*Records supplied*.

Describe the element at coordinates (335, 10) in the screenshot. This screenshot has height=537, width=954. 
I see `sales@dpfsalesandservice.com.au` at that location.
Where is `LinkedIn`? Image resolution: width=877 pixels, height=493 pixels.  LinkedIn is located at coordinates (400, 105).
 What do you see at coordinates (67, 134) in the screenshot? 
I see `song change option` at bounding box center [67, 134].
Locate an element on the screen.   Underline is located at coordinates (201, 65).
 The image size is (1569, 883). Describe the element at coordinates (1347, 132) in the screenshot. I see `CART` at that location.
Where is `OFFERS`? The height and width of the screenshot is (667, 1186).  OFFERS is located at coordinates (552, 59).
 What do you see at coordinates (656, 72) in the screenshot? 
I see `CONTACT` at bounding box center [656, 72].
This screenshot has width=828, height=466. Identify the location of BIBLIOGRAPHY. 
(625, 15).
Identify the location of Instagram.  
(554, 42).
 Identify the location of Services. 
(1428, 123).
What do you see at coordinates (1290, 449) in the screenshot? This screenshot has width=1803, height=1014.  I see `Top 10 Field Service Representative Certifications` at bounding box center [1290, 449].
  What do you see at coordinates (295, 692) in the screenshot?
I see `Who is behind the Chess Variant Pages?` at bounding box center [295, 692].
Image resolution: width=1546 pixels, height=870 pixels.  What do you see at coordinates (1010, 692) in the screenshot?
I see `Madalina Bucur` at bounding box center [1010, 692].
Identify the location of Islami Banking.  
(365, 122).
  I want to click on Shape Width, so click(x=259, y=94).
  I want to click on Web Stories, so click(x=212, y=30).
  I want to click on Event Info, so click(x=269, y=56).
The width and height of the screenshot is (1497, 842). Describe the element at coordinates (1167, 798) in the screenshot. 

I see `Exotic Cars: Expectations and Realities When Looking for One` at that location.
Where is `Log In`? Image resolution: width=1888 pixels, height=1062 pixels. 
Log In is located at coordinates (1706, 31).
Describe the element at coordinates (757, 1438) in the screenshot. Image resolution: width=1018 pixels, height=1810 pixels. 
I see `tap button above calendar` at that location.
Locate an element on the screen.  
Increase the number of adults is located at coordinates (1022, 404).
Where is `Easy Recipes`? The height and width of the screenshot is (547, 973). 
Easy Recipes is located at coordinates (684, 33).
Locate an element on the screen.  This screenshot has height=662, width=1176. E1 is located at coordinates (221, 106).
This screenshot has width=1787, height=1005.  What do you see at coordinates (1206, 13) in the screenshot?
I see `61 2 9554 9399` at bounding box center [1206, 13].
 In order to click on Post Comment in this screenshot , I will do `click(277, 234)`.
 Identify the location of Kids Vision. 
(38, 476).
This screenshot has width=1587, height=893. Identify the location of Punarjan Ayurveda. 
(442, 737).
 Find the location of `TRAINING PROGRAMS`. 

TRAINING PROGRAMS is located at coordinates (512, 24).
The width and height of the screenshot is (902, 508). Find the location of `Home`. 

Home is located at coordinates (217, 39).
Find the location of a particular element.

*What you need to do*.
Exactly as given, repeat every record above.

*Response*.
Describe the element at coordinates (335, 10) in the screenshot. This screenshot has height=537, width=954. 
I see `sales@dpfsalesandservice.com.au` at that location.
Where is `LinkedIn`? Image resolution: width=877 pixels, height=493 pixels.  LinkedIn is located at coordinates (400, 105).
 What do you see at coordinates (67, 134) in the screenshot? 
I see `song change option` at bounding box center [67, 134].
Locate an element on the screen.   Underline is located at coordinates (201, 65).
 The image size is (1569, 883). Describe the element at coordinates (1347, 132) in the screenshot. I see `CART` at that location.
Where is `OFFERS`? The height and width of the screenshot is (667, 1186).  OFFERS is located at coordinates (552, 59).
 What do you see at coordinates (656, 72) in the screenshot? 
I see `CONTACT` at bounding box center [656, 72].
This screenshot has width=828, height=466. Identify the location of BIBLIOGRAPHY. 
(625, 15).
Identify the location of Instagram.  
(554, 42).
 Identify the location of Services. 
(1428, 123).
What do you see at coordinates (1290, 449) in the screenshot? This screenshot has width=1803, height=1014.  I see `Top 10 Field Service Representative Certifications` at bounding box center [1290, 449].
  What do you see at coordinates (295, 692) in the screenshot?
I see `Who is behind the Chess Variant Pages?` at bounding box center [295, 692].
Image resolution: width=1546 pixels, height=870 pixels.  What do you see at coordinates (1010, 692) in the screenshot?
I see `Madalina Bucur` at bounding box center [1010, 692].
Identify the location of Islami Banking.  
(365, 122).
  I want to click on Shape Width, so click(x=259, y=94).
  I want to click on Web Stories, so click(x=212, y=30).
  I want to click on Event Info, so click(x=269, y=56).
The width and height of the screenshot is (1497, 842). Describe the element at coordinates (1167, 798) in the screenshot. 

I see `Exotic Cars: Expectations and Realities When Looking for One` at that location.
Where is `Log In`? Image resolution: width=1888 pixels, height=1062 pixels. 
Log In is located at coordinates (1706, 31).
Describe the element at coordinates (757, 1438) in the screenshot. Image resolution: width=1018 pixels, height=1810 pixels. 
I see `tap button above calendar` at that location.
Locate an element on the screen.  
Increase the number of adults is located at coordinates (1022, 404).
Where is `Easy Recipes`? The height and width of the screenshot is (547, 973). 
Easy Recipes is located at coordinates (684, 33).
Locate an element on the screen.  This screenshot has height=662, width=1176. E1 is located at coordinates (221, 106).
This screenshot has width=1787, height=1005.  What do you see at coordinates (1206, 13) in the screenshot?
I see `61 2 9554 9399` at bounding box center [1206, 13].
 In order to click on Post Comment in this screenshot , I will do `click(277, 234)`.
 Identify the location of Kids Vision. 
(38, 476).
This screenshot has width=1587, height=893. Identify the location of Punarjan Ayurveda. 
(442, 737).
 Find the location of `TRAINING PROGRAMS`. 

TRAINING PROGRAMS is located at coordinates (512, 24).
The width and height of the screenshot is (902, 508). Find the location of `Home`. 

Home is located at coordinates (217, 39).
Find the location of a particular element.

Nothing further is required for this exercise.